Pakistan: from 200 to 10,000 madrassas since its founding
Bill Roggio and Thomas Joscelyn have an interesting piece in the Weekly Standard on the burgeoning problem that Pakistan now poses for India, all of its region, the US and the new administration
Wahhabism, the official state religion of Saudi Arabia. In time, a Pakistani variant evolved into its own strain of radical Islam called Deobandism. While this made some inroads among Pakistanis, it was not until the late 1970s that Pakistani President Zia ul-Haq made it the official policy of the Pakistani state to support the Deobandis, and radical Islam blossomed.
As Charles Allen notes in his masterly work God’s Terrorists, there were only 200 madrassas, or religious schools, on Pakistani soil at the time of the India-Pakistan partition in 1947. By 1972, this figure had grown to 893. Of these Pakistani madrassas, 354 (40 percent) openly espoused Deobandism. After President ul-Haq threw the full support of his military behind the movement and turned on the spigot of Saudi petrodollars, radical Islam really took off.
In 2002, Allen notes, Pakistan’s minister of religious affairs “put the total number of madrassas in Pakistan at 10,000, of which…no fewer than 7,000″ are Deobandi. It was the proliferation of Deobandi madrassas that led directly to the birth of the Taliban, which follows the Deobandi creed and continues to find new recruits among students of Islam. The most radical madrassas instruct more than 1 million students each year and provide a comfortable abode for terrorists planning attacks.
One result is that today the president himself is not safe. The jihadist hydra nearly killed Zardari on September 20, when a truck bomb leveled the Marriott Hotel in Islamabad. Zardari had stopped off to chat with an old friend, narrowly avoiding death. The assassins were more successful with Zardari’s wife, Benazir Bhutto, who was killed by jihadists in Rawalpindi, Pakistan, on December 27, 2007.
All of this has important ramifications not only for India and Pakistan, but also for the United States and the rest of the free world. There is no question that Pakistan has played an instrumental role in the war on terror. President Musharraf’s regime, including friendly elements within the ISI, killed or captured hundreds of al Qaeda operatives in the wake of September 11. But it is now clear that the ISI’s long-term strategy for seizing power throughout South and Central Asia by sponsoring jihadist proxies remains undeterred.

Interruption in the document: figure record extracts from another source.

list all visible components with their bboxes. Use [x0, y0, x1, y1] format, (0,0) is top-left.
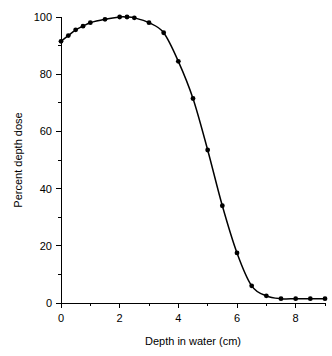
- y-tick-label-80: 80: [40, 68, 52, 80]
- x-tick-label-0: 0: [58, 312, 64, 324]
- x-tick-label-4: 4: [175, 312, 181, 324]
- y-tick-label-60: 60: [40, 125, 52, 137]
- data-point: [235, 251, 240, 256]
- data-point: [117, 15, 122, 20]
- y-axis-title: Percent depth dose: [12, 112, 24, 207]
- data-point: [220, 203, 225, 208]
- data-series-group: [59, 15, 328, 302]
- data-point: [176, 59, 181, 64]
- data-point: [161, 30, 166, 35]
- data-point: [73, 27, 78, 32]
- data-point: [308, 296, 313, 301]
- y-tick-label-40: 40: [40, 183, 52, 195]
- data-point: [88, 20, 93, 25]
- data-point: [125, 15, 130, 20]
- depth-dose-curve: [61, 17, 325, 299]
- y-tick-label-20: 20: [40, 240, 52, 252]
- x-axis-title: Depth in water (cm): [145, 335, 241, 347]
- data-point: [249, 283, 254, 288]
- data-point: [103, 17, 108, 22]
- percent-depth-dose-figure: 020406080100 02468 Depth in water (cm) P…: [0, 0, 332, 356]
- data-point: [264, 293, 269, 298]
- data-point: [293, 296, 298, 301]
- data-point: [66, 33, 71, 38]
- data-point: [81, 24, 86, 29]
- y-axis: 020406080100: [34, 11, 61, 309]
- data-point: [132, 15, 137, 20]
- data-point: [323, 296, 328, 301]
- chart-canvas: 020406080100 02468 Depth in water (cm) P…: [0, 0, 332, 356]
- data-point: [147, 20, 152, 25]
- y-tick-label-100: 100: [34, 11, 52, 23]
- depth-dose-markers: [59, 15, 328, 302]
- x-tick-label-6: 6: [234, 312, 240, 324]
- data-point: [59, 39, 64, 44]
- x-axis-tick-labels: 02468: [58, 312, 299, 324]
- data-point: [191, 96, 196, 101]
- x-tick-label-8: 8: [293, 312, 299, 324]
- x-tick-label-2: 2: [117, 312, 123, 324]
- y-axis-tick-labels: 020406080100: [34, 11, 52, 309]
- x-axis-major-ticks: [61, 303, 296, 308]
- data-point: [205, 148, 210, 153]
- y-tick-label-0: 0: [46, 297, 52, 309]
- x-axis: 02468: [58, 303, 325, 324]
- data-point: [279, 296, 284, 301]
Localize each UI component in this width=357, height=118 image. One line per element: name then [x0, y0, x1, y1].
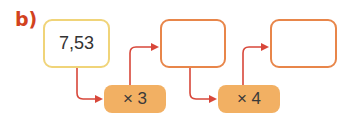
- operation-multiply-4: × 4: [218, 85, 280, 113]
- answer-box-2[interactable]: [270, 19, 337, 68]
- answer-box-1[interactable]: [160, 19, 226, 68]
- start-value-box: 7,53: [43, 19, 110, 68]
- arrow-op1-to-box2: [130, 47, 157, 85]
- arrow-box1-to-op1: [77, 68, 101, 99]
- arrow-op2-to-box3: [243, 47, 267, 85]
- operation-label-2: × 4: [237, 89, 261, 109]
- operation-label-1: × 3: [123, 89, 147, 109]
- arrow-box2-to-op2: [190, 68, 215, 99]
- operation-multiply-3: × 3: [104, 85, 166, 113]
- start-value: 7,53: [59, 33, 94, 54]
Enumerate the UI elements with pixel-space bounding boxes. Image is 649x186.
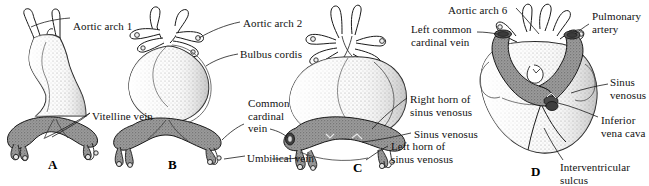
panel-letter-a: A bbox=[48, 157, 57, 173]
panel-c-artwork bbox=[270, 5, 411, 170]
label-common-cardinal-vein: Common cardinal vein bbox=[248, 97, 290, 135]
label-umbilical-vein: Umbilical vein bbox=[247, 152, 314, 165]
label-sinus-venosus-c: Sinus venosus bbox=[414, 128, 478, 141]
label-vitelline-vein: Vitelline vein bbox=[92, 110, 153, 123]
panel-letter-c: C bbox=[353, 160, 362, 176]
label-interventricular-sulcus: Interventricular sulcus bbox=[560, 161, 630, 186]
label-pulmonary-artery: Pulmonary artery bbox=[592, 10, 641, 35]
label-left-horn-of-sinus-venosus: Left horn of sinus venosus bbox=[391, 140, 453, 165]
label-aortic-arch-6: Aortic arch 6 bbox=[448, 4, 507, 17]
label-bulbus-cordis: Bulbus cordis bbox=[240, 48, 302, 61]
panel-letter-b: B bbox=[168, 157, 177, 173]
label-aortic-arch-2: Aortic arch 2 bbox=[243, 17, 302, 30]
label-left-common-cardinal-vein: Left common cardinal vein bbox=[411, 23, 472, 48]
embryonic-heart-development-figure: Aortic arch 1Vitelline veinAortic arch 2… bbox=[0, 0, 649, 186]
label-sinus-venosus-d: Sinus venosus bbox=[610, 76, 646, 101]
label-inferior-vena-cava: Inferior vena cava bbox=[601, 114, 646, 139]
panel-b-artwork bbox=[114, 7, 245, 168]
panel-letter-d: D bbox=[531, 164, 540, 180]
panel-d-artwork bbox=[477, 4, 608, 160]
label-aortic-arch-1: Aortic arch 1 bbox=[73, 20, 132, 33]
label-right-horn-of-sinus-venosus: Right horn of sinus venosus bbox=[410, 93, 472, 118]
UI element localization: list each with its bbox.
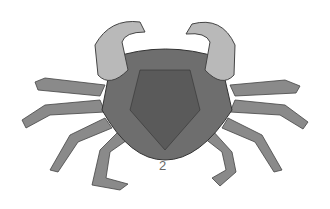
crab-icon	[0, 0, 330, 209]
figure-label: 2	[159, 158, 166, 173]
crab-illustration	[0, 0, 330, 209]
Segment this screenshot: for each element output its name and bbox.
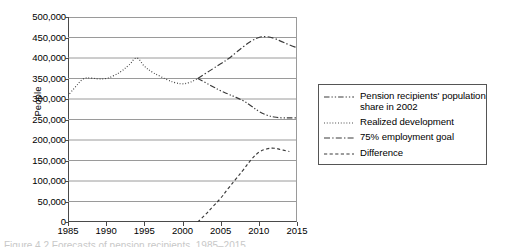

Moreover, this strategy conflicts directly with American interests. Just as the ISI created the LET and its sister organizations, the ISI has also been the primary benefactor of the Taliban in Afghanistan. Even as Pakistan gave the United States vital assistance in the war on terror, the ISI continued to sponsor America’s enemies behind her back.
The Christian Science Monitor reported, President elect “Obama says resolving the Indian-Pakistani dispute over Kashmir will be a goal of his presidency, ending eight years of silence on the issue.” It is hard to see how any resolution can take place when Pakistan seems to be to some extent at war with itself.